Saturday, May 3, 2014

Refusing to pay Anglo-Leasing will keep investors away from Kenya

Warship KNS Jasiri  left Ribadeo port in Spain a few days ago and is expected to dock in Mombasa on August 27, 2012.

CORRESPONDENT | NATION Besides the ship, Jasiri, which docked in Mombasa in December 2012, it has not been possible to deliver the other equipment due to excessive political noise and negative publicity around the Anglo-Leasing contracts.   Nation Media Group


Oxygen is always in short supply in Kenya, what with the spiralling population and rising pollution.
When investors come to Kenya against their better judgment in an attempt to increase the quality of air by doing business with the government, they don’t expect to be frustrated.
Were Jubilee and Cord MPs as well as the legal fraternity and civil society aware of this, they would not give the Treasury a hard time over payment of billions for the supply of air.

More than 10 years ago, Anglo-Leasing and Finance Company arranged for Kenya to obtain loans to buy numerous pieces of security equipment including a ship, very small aperture terminal (VSAT) to connect all post offices, a radio communication system for the post office and the Administration Police, a forensic laboratory, a passport issuance system among others.

Not a single shilling was received by Kenya in loans,  and, according to the Controller and Auditor General, “[i]n practically all the supply/credit agreements, the government was in effect funding the financiers/suppliers to finance the procurement of goods and services due under the contracts while also paying interest and other financing costs to the same financiers/ suppliers”.

Besides the ship, Jasiri, which docked in Mombasa in December 2012, it has not been possible to deliver the other equipment due to excessive political noise and negative publicity around the Anglo-Leasing contracts.
Creating the impression of giving the government a loan is not easy and it must be paid for at a premium, quietly and quickly.

"OWNERS REMAIN UNKNOWN"
This is not unusual. Next year, the government will close the account for the loan to set up a fertiliser factory in Changamwe, after paying Sh5.1 billion to Ken-Ren Fertiliser Company, for a Sh50 million factory 30 years ago.
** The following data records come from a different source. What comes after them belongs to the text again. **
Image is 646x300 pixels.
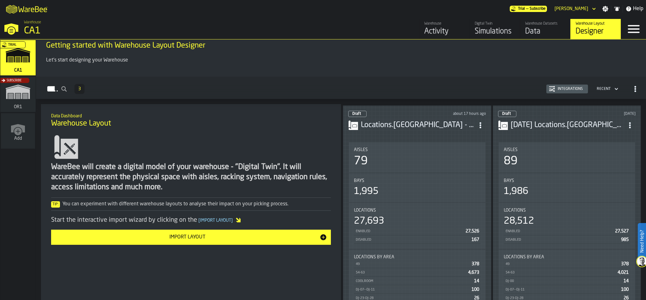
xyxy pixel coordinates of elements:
[504,147,630,152] div: Title
[355,229,463,233] div: Enabled
[197,218,234,223] span: Import Layout
[475,26,515,37] div: Simulations
[349,142,485,173] div: stat-Aisles
[499,173,635,202] div: stat-Bays
[504,155,518,167] div: 89
[504,147,518,152] span: Aisles
[355,279,472,283] div: COOLROOM
[624,279,629,283] span: 14
[46,39,636,41] h2: Sub Title
[504,208,630,213] div: Title
[504,268,630,277] div: StatList-item-54-63
[615,229,629,233] span: 27,527
[594,85,619,93] div: DropdownMenuValue-4
[51,162,331,192] div: WareBee will create a digital model of your warehouse - "Digital Twin". It will accurately repres...
[41,34,641,56] div: title-Getting started with Warehouse Layout Designer
[354,285,480,294] div: StatList-item-DJ-07--DJ-11
[472,262,479,266] span: 378
[354,178,364,183] span: Bays
[510,6,547,12] a: link-to-/wh/i/76e2a128-1b54-4d66-80d4-05ae4c277723/pricing/
[504,178,630,183] div: Title
[498,111,516,117] div: status-0 2
[424,21,464,26] div: Warehouse
[499,142,635,173] div: stat-Aisles
[475,21,515,26] div: Digital Twin
[1,113,35,150] a: link-to-/wh/new
[530,7,546,11] span: Subscribe
[504,255,544,260] span: Locations by Area
[78,87,81,91] span: 3
[466,229,479,233] span: 27,526
[623,5,646,13] label: button-toggle-Help
[621,238,629,242] span: 985
[354,208,480,213] div: Title
[504,260,630,268] div: StatList-item-49
[505,279,621,283] div: DJ-00
[474,279,479,283] span: 14
[618,270,629,275] span: 4,021
[419,19,469,39] a: link-to-/wh/i/76e2a128-1b54-4d66-80d4-05ae4c277723/feed/
[504,215,534,227] div: 28,512
[231,218,233,223] span: ]
[354,255,480,260] div: Title
[354,147,368,152] span: Aisles
[554,6,588,11] div: DropdownMenuValue-David Kapusinski
[552,5,597,13] div: DropdownMenuValue-David Kapusinski
[504,227,630,235] div: StatList-item-Enabled
[354,186,378,197] div: 1,995
[504,186,528,197] div: 1,986
[504,208,526,213] span: Locations
[36,29,646,77] div: ItemListCard-
[36,77,646,99] h2: button-Layouts
[354,260,480,268] div: StatList-item-49
[526,7,528,11] span: —
[576,21,616,26] div: Warehouse Layout
[472,238,479,242] span: 167
[354,235,480,244] div: StatList-item-Disabled
[354,208,376,213] span: Locations
[469,19,520,39] a: link-to-/wh/i/76e2a128-1b54-4d66-80d4-05ae4c277723/simulations
[504,255,630,260] div: Title
[511,120,625,130] div: 2025-08-26 Locations.CA1 - 08.25.25.csv
[499,203,635,249] div: stat-Locations
[576,26,616,37] div: Designer
[354,215,384,227] div: 27,693
[505,288,619,292] div: DJ-07--DJ-11
[511,120,625,130] h3: [DATE] Locations.[GEOGRAPHIC_DATA] - [DATE].csv
[24,20,41,25] span: Warehouse
[55,233,320,241] div: Import Layout
[621,19,646,39] label: button-toggle-Menu
[354,268,480,277] div: StatList-item-54-63
[427,112,486,116] div: Updated: 9/4/2025, 4:03:14 PM Created: 8/27/2025, 4:32:42 AM
[611,6,623,12] label: button-toggle-Notifications
[355,288,469,292] div: DJ-07--DJ-11
[504,277,630,285] div: StatList-item-DJ-00
[51,200,331,208] div: You can experiment with different warehouse layouts to analyse their impact on your picking process.
[621,287,629,292] span: 100
[354,178,480,183] div: Title
[46,56,636,64] p: Let's start designing your Warehouse
[505,238,619,242] div: Disabled
[468,270,479,275] span: 4,673
[518,7,525,11] span: Trial
[577,112,636,116] div: Updated: 8/26/2025, 3:57:03 PM Created: 8/26/2025, 4:32:43 AM
[14,136,22,141] span: Add
[361,120,475,130] div: Locations.CA1 - 08.26.25.csv
[7,79,21,82] span: Subscribe
[72,84,87,94] div: ButtonLoadMore-Load More-Prev-First-Last
[0,40,36,77] a: link-to-/wh/i/76e2a128-1b54-4d66-80d4-05ae4c277723/simulations
[638,224,645,259] label: Need Help?
[349,173,485,202] div: stat-Bays
[354,277,480,285] div: StatList-item-COOLROOM
[525,26,565,37] div: Data
[510,6,547,12] div: Menu Subscription
[349,203,485,249] div: stat-Locations
[502,112,511,116] span: Draft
The factory is in the imagination, but the money continues to be paid without anyone raising a stink about the faces behind it.

Similarly, when the government was setting up the mobile telephone giant, Safaricom, in 2001, it needed the technical advice of Mobitelea Ventures and agreed to give the company 10 per cent of shareholding in Safaricom. Its owners remain unknown, but only two years after Safaricom was listed on the NSE, Mobitelea sold its shareholding for Sh6 billion, having ventilated the market with clean air, and quietly departed without anyone attempting to unmask its owners.

In 2007, when the government was desperate to sell Telkom Kenya, it again obtained expert market advice from Alcazar Capital of Dubai to ensnare France Telecom to buy into the company. Alcazar was rewarded with 11 per cent shareholding, and should make a clean shilling for supplying air in a stuffy market when Telkom is sold off. No one has demanded to know the owners of Alcazar or what it provided to own 11 per cent of the company.

The newest round of demands to reveal names, firms and faces behind Anglo-Leasing-type contracts after they obtained court orders in Geneva and London for payment for supply of air can discourage investors from venturing into Kenya. Investors like to be guaranteed a certain level of anonymity when trading in an African country.

In the present case, Kenya should be embarrassed that for all its billing as a scandal, money was never lost in any of the Anglo-Leasing deals.
It cannot be right that Anglo-Leasing be maligned for so long without paying out any money. That is why Kenya’s lawyers refused to defend the claim for money in the London and Geneva courts.